10 tips on how to prevent business value risk
One category of risk that project teams need to ensure they address is business value failure – delivering a product that fails to provide value for the business investor.
The content has been bookmarked!
There was an error bookmarking this content! Please retry.
Posted by Werner Schuster on Feb 04, 2008
tap method has been around for some time - but it has now been added to the standard Ruby library in Ruby 1.9. MenTaLguY, who blogged about the idea behind tap shows the simple code:class Object
def tap
yield self
self
end
end
tap method is defined in Object, making it available for every object in Ruby by default. The method takes a Block as argument, which it calls with self as argument - then the object is returned. tap method seems like a complicated way of doing something with an object. The real benefit of this becomes clear when the object of interest is passed from one method to another without ever being assigned to a variable. This is common whenever methods are chained, particularly if the chain is long. xs = blah.sort.grep( /foo/ )
p xs
# do whatever we had been doing with the original expression
xs.map { |x| x.blah }
tap:blah.sort.grep( /foo/ ).tap { |xs| p xs }.map { |x| x.blah }
tap is useful: without it, it's necessary to assign the object of interest to a local variable to use it - with tap it's possible to insert the Block that inspects the object right where the handover between the chained methods happens. This gets particularly useful with APIs that expose so called Fluent Interfaces - i.e. APIs that encourage method chaining. Here a Java example from Martin Fowler's website:
customer.newOrder()
.with(6, "TAL")
.with(5, "HPK").skippable()
.with(3, "LGV")
.priorityRush();
tap allows to look at the object at an arbitrary stage (i.e. between every call) by simply inserting a tap block. This is also useful with debugging tools, which often don't support looking at anonymous return values of methods. tap is normally about causing some kind of side effect without changing the object (the Block's return value is ignored). However, it is of course possible to modify the object as long as it's mutable. returning method . tap method is not restricted to Ruby 1.9 - Ruby's Open Classes allow to do this on non-1.9 Ruby versions too.
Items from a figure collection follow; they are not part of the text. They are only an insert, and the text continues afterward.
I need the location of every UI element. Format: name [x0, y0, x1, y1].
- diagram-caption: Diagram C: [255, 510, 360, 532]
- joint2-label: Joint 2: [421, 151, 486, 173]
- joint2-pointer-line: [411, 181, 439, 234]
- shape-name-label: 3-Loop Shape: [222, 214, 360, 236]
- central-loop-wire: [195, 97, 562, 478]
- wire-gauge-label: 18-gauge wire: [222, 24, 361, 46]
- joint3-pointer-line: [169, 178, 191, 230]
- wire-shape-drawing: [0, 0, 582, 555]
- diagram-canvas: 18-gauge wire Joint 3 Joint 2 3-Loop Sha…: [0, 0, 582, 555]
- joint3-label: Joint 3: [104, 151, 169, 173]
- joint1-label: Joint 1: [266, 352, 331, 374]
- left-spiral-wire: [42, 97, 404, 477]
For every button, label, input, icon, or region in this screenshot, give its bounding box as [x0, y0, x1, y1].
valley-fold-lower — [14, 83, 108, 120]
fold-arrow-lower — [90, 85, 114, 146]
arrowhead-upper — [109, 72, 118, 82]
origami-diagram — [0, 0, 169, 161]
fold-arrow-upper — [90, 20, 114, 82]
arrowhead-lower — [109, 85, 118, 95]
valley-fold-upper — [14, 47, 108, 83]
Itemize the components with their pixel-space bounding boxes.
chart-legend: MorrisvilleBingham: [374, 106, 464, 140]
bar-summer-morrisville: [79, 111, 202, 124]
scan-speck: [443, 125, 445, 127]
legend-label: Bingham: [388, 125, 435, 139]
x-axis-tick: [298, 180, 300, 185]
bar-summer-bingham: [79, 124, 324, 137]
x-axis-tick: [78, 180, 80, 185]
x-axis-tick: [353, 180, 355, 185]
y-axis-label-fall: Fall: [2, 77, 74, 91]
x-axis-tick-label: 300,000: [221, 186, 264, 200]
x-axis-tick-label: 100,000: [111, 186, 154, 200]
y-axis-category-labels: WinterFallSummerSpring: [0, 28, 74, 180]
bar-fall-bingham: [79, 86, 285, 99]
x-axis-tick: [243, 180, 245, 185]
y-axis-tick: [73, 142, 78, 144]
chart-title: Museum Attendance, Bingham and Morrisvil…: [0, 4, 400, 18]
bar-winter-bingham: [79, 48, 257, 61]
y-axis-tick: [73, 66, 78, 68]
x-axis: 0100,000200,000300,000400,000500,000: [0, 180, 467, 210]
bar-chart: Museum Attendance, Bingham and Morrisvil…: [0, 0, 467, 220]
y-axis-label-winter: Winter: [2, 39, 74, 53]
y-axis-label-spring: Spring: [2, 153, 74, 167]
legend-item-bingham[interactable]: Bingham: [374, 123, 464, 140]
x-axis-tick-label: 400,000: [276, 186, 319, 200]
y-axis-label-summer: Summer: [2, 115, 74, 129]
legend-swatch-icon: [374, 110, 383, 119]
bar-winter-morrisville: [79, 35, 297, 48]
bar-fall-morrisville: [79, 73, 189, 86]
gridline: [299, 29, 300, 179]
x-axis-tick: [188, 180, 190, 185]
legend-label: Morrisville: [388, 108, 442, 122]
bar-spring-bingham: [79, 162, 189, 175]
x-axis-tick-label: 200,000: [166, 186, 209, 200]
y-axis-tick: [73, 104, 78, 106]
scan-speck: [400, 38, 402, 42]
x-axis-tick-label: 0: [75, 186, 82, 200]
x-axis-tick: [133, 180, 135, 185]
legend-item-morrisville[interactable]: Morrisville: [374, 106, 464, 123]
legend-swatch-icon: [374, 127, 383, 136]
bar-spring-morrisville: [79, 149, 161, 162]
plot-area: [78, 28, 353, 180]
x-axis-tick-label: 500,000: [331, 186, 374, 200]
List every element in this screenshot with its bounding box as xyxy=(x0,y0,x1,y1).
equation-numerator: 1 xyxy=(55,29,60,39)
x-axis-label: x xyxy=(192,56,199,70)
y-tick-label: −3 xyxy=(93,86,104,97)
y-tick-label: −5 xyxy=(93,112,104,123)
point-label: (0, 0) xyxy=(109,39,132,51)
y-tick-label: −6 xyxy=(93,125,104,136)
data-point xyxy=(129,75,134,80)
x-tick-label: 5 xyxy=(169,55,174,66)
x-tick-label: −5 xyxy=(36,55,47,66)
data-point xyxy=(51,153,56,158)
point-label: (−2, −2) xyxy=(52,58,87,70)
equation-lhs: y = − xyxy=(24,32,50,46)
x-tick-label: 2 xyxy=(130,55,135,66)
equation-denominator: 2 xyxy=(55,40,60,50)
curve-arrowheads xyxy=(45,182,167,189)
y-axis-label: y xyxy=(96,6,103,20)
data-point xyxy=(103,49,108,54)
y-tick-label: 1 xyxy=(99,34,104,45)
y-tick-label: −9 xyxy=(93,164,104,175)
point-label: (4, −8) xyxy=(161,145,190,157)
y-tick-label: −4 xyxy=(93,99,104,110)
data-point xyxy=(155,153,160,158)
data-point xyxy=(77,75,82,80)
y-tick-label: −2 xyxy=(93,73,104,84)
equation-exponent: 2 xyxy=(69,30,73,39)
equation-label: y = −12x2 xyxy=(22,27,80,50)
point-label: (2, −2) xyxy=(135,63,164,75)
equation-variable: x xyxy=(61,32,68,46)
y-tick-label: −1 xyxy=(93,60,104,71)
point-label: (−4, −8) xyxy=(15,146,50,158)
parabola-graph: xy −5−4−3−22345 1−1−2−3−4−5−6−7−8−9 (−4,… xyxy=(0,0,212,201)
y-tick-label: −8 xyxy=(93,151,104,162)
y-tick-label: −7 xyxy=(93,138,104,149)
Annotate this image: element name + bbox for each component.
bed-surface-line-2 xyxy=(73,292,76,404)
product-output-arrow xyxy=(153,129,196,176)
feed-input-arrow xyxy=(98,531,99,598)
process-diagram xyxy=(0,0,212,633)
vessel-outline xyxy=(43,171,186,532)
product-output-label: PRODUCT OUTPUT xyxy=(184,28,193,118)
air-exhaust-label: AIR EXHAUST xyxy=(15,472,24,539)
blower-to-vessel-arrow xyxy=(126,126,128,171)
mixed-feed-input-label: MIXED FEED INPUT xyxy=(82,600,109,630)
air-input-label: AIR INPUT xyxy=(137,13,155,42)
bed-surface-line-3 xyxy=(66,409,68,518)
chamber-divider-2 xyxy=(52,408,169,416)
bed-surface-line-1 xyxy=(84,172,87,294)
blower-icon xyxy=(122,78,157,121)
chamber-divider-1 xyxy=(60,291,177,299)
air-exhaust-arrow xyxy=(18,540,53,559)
A Guide to Branching and Merging Patterns
Monitor your Production Java App - includes JMX! Low Overhead - Free download
SCM best practices for multiple processes, releases & distributed teams
Agile Development: A Manager's Roadmap for Success
Agile Maturity Model Applied to Building and Releasing Software
One category of risk that project teams need to ensure they address is business value failure – delivering a product that fails to provide value for the business investor.
InfoQ spoke to the authors of Software Systems Architecture on a couple of new topics, the System Context viewpoint and Agile, which have been added to the second edition.
Alex Papadimoulis discusses ugly code, where it comes from, how to avoid it, and how to get rid of it.
John Davies examines Visa’s architecture and shows how enterprises have architected complex integrations incorporating Hadoop, memcached, Ruby on Rails, and others to deliver innovative solutions.
Sean Comerford unveils ESPN.com’s architecture, what components are used and why, and the current changes the website goes through.
Are there repeated patterns of failure on Enterprise Agile Enablement efforts? Sanjiv and Arlen discuss Seven Deadly Sins to avoid when adopting Agile in an enterprise.
Erik Dörnenburg answers: What is Enterprise and Evolutionary Architecture?, discussing 4 issues: Turning strategy into execution, Ensuring conformance, Where do the architects sit? Buying or building?
Sean Cribbs explains what Map-Reduce and Riak are, why and how to use Map-Reduce with Riak, and how to convert SQL queries into their Map-Reduce equivalents.